You can also create copies of the timer with unique names, that run the same server action.
Would you care to share the results here if you have tested this Vincent?
Hi Vicent,
Although there doesn't seem to be a straightforward way of handling the scenarios, like with an Exception handler, perhaps you could implement some kind of workaround.
You could create a control Entity/set of attributes to track the success/failure of the process, e.g. inserting/updating a record and committing it at the beginning of the Timer, then updating it (marking it as complete) at the end of the Timer flow. If the Timer fails, the record wouldn't be marked as complete, which would give you a way of detecting unfinished processes. You could use some timestamp-related threshold or logic to filter out records that might still be in the middle processing. You could use that same Entity data to prevent the records from being reprocessed in case of failure. Maybe not the most elegant solution but it sounds like it should get the job done.
In a BPT/Light Process, it might require some additional considerations if the retry policy is undesired, because they tend to be tied to a specific record/ID, but it should be feasible with some adjustments.
If the processing is more granular (i.e. it has some form of large loop rather than a single node with the risk of timeout), you could go with a more traditional approach of Timeout Prevention by handling the Timeout "manually" rather than using the system's timeout. Based on your description this doesn't sound like your particular scenario but throwing it out here for reference for others who might have similar issues.
Hi,
I think u can use both BPT together with timer inside it. It makes time becomes not an issue anymore as we always able to create forever timer and parallelism is guaranteed by asynchronous feature.
Timer cannot passed with argument, but BPT can passed argument from server action. So those combination is perfectly complement.
In BPT u can have a WAIT action, and once the time elapsed, you can check whether the timer has done its job (communication thru information in a table).
I used BPT in a national banking project for loan lending approval and it works like a charm - put wait action and human action to stop the business process.

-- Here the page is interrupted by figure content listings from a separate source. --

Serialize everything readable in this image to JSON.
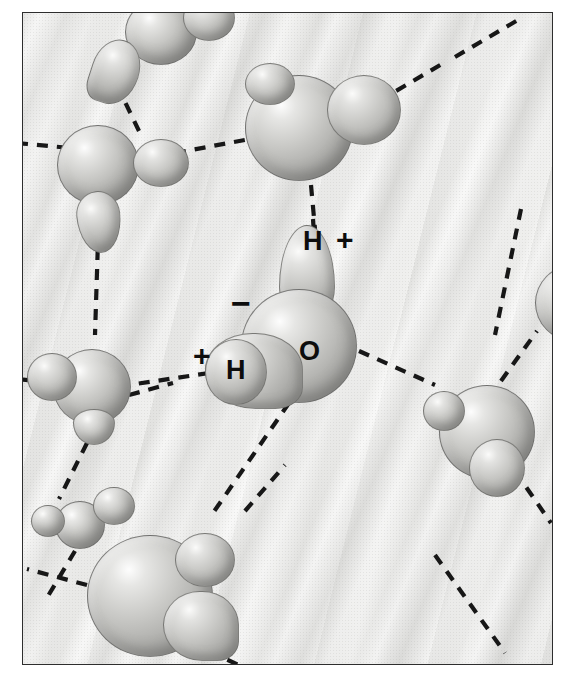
{
  "figure": {
    "medium": "grayscale airbrush illustration",
    "frame": {
      "x": 22,
      "y": 12,
      "width": 531,
      "height": 653,
      "border_color": "#2e2e2e"
    },
    "background_color": "#e8e8e6",
    "bond_color": "#171717",
    "atom_color": "#b4b4b1",
    "label_color": "#0d0d0d"
  },
  "labels": {
    "oxygen": "O",
    "hydrogen_top": "H",
    "hydrogen_left": "H",
    "charge_negative": "−",
    "charge_positive_top": "+",
    "charge_positive_left": "+"
  },
  "legend_notes": {
    "negative_meaning": "partial negative charge on oxygen",
    "positive_meaning": "partial positive charge on hydrogen",
    "dashed_line_meaning": "hydrogen bond"
  },
  "central_molecule": {
    "name": "central-water-molecule",
    "oxygen": {
      "cx": 298,
      "cy": 345,
      "r": 57
    },
    "hydrogens": [
      {
        "id": "hydrogen-top",
        "cx": 308,
        "cy": 246,
        "label": "H",
        "charge": "+"
      },
      {
        "id": "hydrogen-left",
        "cx": 238,
        "cy": 364,
        "label": "H",
        "charge": "+"
      }
    ]
  },
  "neighbor_molecules": [
    {
      "id": "molecule-top-left-corner",
      "cx": 146,
      "cy": 40
    },
    {
      "id": "molecule-upper-left",
      "cx": 94,
      "cy": 156
    },
    {
      "id": "molecule-top-center",
      "cx": 300,
      "cy": 118
    },
    {
      "id": "molecule-mid-left",
      "cx": 78,
      "cy": 398
    },
    {
      "id": "molecule-lower-left-small",
      "cx": 80,
      "cy": 513
    },
    {
      "id": "molecule-bottom-left-large",
      "cx": 148,
      "cy": 585
    },
    {
      "id": "molecule-right",
      "cx": 478,
      "cy": 428
    },
    {
      "id": "molecule-right-edge",
      "cx": 556,
      "cy": 300
    }
  ],
  "hydrogen_bonds": [
    {
      "id": "bond-central-to-top",
      "x1": 310,
      "y1": 228,
      "x2": 318,
      "y2": 182
    },
    {
      "id": "bond-central-to-right",
      "x1": 356,
      "y1": 350,
      "x2": 432,
      "y2": 382
    },
    {
      "id": "bond-central-to-bottom-left",
      "x1": 286,
      "y1": 402,
      "x2": 212,
      "y2": 510
    },
    {
      "id": "bond-central-to-left",
      "x1": 205,
      "y1": 372,
      "x2": 128,
      "y2": 382
    },
    {
      "id": "bond-upperleft-to-top",
      "x1": 136,
      "y1": 132,
      "x2": 110,
      "y2": 82
    },
    {
      "id": "bond-upperleft-to-left",
      "x1": 44,
      "y1": 142,
      "x2": 22,
      "y2": 136
    },
    {
      "id": "bond-upperleft-to-right",
      "x1": 176,
      "y1": 152,
      "x2": 258,
      "y2": 136
    },
    {
      "id": "bond-upperleft-to-down",
      "x1": 98,
      "y1": 210,
      "x2": 96,
      "y2": 330
    },
    {
      "id": "bond-topcenter-to-upper-right",
      "x1": 378,
      "y1": 100,
      "x2": 440,
      "y2": 62
    },
    {
      "id": "bond-midleft-to-right",
      "x1": 128,
      "y1": 392,
      "x2": 172,
      "y2": 382
    },
    {
      "id": "bond-midleft-to-bottom",
      "x1": 86,
      "y1": 440,
      "x2": 58,
      "y2": 494
    },
    {
      "id": "bond-lowerleft-to-bottom",
      "x1": 74,
      "y1": 548,
      "x2": 44,
      "y2": 596
    },
    {
      "id": "bond-bottomleft-to-left",
      "x1": 86,
      "y1": 582,
      "x2": 28,
      "y2": 566
    },
    {
      "id": "bond-bottomleft-to-bottom",
      "x1": 190,
      "y1": 640,
      "x2": 240,
      "y2": 662
    },
    {
      "id": "bond-right-to-upper",
      "x1": 498,
      "y1": 378,
      "x2": 534,
      "y2": 330
    },
    {
      "id": "bond-right-to-lower",
      "x1": 512,
      "y1": 468,
      "x2": 548,
      "y2": 520
    },
    {
      "id": "bond-rightedge-vertical",
      "x1": 518,
      "y1": 206,
      "x2": 494,
      "y2": 330
    },
    {
      "id": "bond-bottomright-diagonal",
      "x1": 432,
      "y1": 552,
      "x2": 500,
      "y2": 648
    }
  ]
}
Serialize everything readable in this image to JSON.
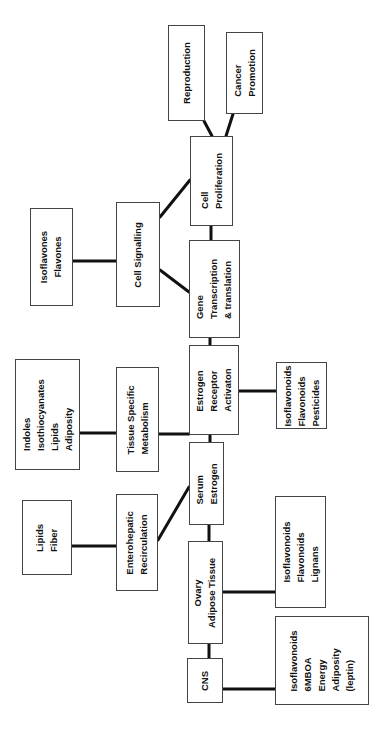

For auto Action, try to use Timer if the timeout is an issue and stop to wait whether the Timer has done its job or just loop it to the same auto action.
regards
Hi all,
I had a similar issue where I wanted to set the timeout of a specific service action within a timer (since it might cause the timer to time out).
The solution I came up with was to change the service action into a consumed REST API. I could then set its timeout and catch it in the exception handler without stopping the whole timer.
Hi Pierre,
That's not a similar issue: the original post is about time-outs on (asynchronous) BPT and Timers, which is a different thing from (synchronous) server calls or REST methods.